SEPINWALL: Well, I mean, they've tried and there are a few broadcast shows in my book, I write about "Lost" and the problem is with broadcast the threshold is higher. You have to attract a certain audience. Fox did a show a couple years ago called "Lone Star," which was basically their attempt to do an AMC style show, canceled after two episodes because not enough people watched.

O'BRIEN: People embrace an anti-hero in cable than on network, people like the flawed, terribly damaged person manufacturing drugs and stuff like that, you could see networks executives being, my God, we could never possibly have this show on our air. BERMAN: Archie Bunker was an anti-hero in some ways. They can happen.

SEPINWALL: He still had to be fundamentally (inaudible) as core like they did an episode when he runs in the Ku Klux Klan, those are the racist. Archie is just ugly and says offensive things.

SOCARIDES: I still miss "The Sopranos." Was it the greatest television series ever?

SEPINWALL: Either "The Sopranos" or "The Wire." I go back and forth all the time, but those are two incredibly great shows.

SOCARIDES: Was the ending the best ending on television ever?

SEPINWALL: It is certainly the ending we've talked about the most of any television show ever and I'm still getting arguments about it to this day.

O'BRIEN: Simon, he talks about how I real writer wants to do something, envision a story that has a beginning, a middle and an end and seems like a different format than years ago when the goal was to be on TV for as long you can, right, your show has as many seasons as possible. Versus we have an arc and when that story is told we're done.

SEPINWALL: One of the things that happened a lot during this period, have producers go to the network heads and say I want to end this show, I've told the story, the producers of "Battlestar Gallatica" and it's no longer let's drag this out. It's here's the story, tell it in the best way possible in the minimum amount of time possible and let's go before people get sick of us.
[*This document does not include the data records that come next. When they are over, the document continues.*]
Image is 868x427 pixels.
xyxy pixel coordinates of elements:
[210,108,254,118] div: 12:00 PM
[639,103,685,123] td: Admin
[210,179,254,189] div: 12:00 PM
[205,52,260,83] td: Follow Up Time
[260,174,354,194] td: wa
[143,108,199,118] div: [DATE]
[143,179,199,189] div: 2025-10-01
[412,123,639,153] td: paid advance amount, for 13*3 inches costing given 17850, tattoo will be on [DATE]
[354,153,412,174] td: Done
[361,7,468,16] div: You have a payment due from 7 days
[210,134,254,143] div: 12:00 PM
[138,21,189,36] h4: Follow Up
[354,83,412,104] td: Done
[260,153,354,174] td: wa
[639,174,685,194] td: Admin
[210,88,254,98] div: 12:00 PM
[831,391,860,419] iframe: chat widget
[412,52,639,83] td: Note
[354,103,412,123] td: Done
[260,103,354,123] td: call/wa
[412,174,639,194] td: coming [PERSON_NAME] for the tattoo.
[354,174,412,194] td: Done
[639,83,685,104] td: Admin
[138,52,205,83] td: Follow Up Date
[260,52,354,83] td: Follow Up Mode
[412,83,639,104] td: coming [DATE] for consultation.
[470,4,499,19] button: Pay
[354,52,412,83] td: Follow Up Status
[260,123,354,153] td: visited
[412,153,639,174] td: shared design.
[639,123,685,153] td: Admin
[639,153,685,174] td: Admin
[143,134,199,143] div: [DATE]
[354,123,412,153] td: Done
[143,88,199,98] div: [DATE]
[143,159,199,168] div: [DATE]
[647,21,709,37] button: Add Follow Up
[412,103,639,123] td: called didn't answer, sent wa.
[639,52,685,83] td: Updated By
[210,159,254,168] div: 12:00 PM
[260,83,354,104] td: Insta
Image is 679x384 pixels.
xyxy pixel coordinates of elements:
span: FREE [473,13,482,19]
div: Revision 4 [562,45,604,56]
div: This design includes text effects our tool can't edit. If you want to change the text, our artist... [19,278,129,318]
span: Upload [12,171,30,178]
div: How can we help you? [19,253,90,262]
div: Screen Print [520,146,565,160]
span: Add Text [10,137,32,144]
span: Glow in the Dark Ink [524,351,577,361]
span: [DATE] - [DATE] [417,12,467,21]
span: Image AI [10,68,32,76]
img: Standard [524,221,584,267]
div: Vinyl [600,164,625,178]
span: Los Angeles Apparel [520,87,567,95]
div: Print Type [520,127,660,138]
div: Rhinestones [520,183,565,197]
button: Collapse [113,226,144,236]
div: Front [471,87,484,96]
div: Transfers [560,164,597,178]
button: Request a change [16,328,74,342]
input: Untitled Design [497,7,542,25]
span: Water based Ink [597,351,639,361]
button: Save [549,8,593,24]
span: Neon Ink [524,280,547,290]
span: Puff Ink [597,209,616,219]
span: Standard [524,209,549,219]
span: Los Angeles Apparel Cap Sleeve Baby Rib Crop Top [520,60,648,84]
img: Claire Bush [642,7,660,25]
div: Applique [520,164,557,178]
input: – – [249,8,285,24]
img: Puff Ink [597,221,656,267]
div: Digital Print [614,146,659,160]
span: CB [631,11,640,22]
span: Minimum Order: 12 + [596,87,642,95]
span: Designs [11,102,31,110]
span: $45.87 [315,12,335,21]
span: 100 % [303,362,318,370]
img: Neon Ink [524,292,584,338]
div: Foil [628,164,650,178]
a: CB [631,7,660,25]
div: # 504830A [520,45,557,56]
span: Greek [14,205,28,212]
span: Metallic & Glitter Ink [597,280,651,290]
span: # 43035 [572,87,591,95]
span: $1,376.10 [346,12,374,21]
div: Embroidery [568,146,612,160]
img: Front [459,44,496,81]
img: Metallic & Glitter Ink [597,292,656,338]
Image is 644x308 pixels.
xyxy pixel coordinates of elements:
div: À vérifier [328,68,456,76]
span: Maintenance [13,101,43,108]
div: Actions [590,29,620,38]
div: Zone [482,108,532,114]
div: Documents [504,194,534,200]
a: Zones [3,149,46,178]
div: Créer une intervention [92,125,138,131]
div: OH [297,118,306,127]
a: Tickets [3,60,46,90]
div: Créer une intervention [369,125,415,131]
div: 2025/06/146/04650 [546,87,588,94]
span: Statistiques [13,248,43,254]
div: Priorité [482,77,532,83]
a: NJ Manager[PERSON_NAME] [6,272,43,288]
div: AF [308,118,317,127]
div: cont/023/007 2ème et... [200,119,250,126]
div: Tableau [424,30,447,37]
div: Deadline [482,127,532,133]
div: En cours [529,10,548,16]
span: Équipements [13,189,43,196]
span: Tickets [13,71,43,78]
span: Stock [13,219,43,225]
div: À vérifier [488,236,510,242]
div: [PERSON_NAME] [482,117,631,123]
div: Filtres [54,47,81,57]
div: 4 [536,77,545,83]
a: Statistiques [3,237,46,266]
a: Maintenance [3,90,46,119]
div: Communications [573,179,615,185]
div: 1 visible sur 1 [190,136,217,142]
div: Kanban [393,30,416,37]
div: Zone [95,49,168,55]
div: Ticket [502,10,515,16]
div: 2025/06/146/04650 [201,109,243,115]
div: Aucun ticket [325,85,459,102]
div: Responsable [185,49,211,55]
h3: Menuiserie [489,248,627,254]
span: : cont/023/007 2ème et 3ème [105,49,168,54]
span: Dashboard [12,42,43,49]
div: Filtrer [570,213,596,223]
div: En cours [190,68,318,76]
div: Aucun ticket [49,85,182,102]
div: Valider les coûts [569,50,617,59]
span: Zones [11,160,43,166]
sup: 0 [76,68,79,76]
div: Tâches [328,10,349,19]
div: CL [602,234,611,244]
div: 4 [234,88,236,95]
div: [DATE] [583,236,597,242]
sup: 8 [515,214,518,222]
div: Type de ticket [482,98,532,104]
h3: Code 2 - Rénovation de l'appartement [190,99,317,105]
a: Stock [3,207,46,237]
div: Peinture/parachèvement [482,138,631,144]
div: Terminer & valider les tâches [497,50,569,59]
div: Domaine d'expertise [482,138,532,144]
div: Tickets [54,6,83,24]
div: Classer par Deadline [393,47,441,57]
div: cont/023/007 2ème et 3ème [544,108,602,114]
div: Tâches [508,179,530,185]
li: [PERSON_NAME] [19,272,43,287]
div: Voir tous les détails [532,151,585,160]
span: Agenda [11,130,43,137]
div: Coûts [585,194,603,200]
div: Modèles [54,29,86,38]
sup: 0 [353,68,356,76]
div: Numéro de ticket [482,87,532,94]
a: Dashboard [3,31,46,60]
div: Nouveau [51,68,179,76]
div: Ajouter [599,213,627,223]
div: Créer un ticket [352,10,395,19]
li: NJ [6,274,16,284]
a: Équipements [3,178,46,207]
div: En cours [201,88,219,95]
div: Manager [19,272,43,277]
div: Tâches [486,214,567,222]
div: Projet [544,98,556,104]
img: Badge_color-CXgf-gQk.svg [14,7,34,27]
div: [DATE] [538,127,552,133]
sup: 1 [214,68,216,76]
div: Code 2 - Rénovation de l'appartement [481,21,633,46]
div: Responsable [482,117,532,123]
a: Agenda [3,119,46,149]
CAIN: Changing viewing habits, because I watch "Homeland" "Breaking Bad," but something else changed in my viewing habits is now, I watch them all on demand or I stream them. I rarely watch them when they air. Now, it occurs to me that a lot of these are funded by channels by packages where you pay for 100 cable channels and I don't watch 99 of them. If we move to ala carte do these series continue?

SEPINWALL: That's the one great unknown right now because if ala carte happens or if people start cord cutting and deciding I'm going to -- the networks have made things so easy to watch on the internet now that if people say I don't need my cable anymore. I just want internet the money may not be there for the shows.

Netflix now is starting to produce their own shows. They have one coming up called "House of Cards" with Kevin Spacey that's their attempt to be the next HBO. So we're going to have to see what happens.

O'BRIEN: I shot something for that. I'm so excited, in March it comes out.

SEPINWALL: Yes.

O'BRIEN: The book is called "The Revolution Was Televised." Alan Sepinwall, nice to have you with us this morning.

SEPINWALL: Thank you very much.

O'BRIEN: Still ahead, we're going to tell you the story of some basketball players who lost their high school basketball game by 105 points. It was 107-2. So was that bad sportsmanship at work or just good old-fashioned competition? We'll talk to the losing coach and her team from Bloomington South High School about the big loss, straight ahead.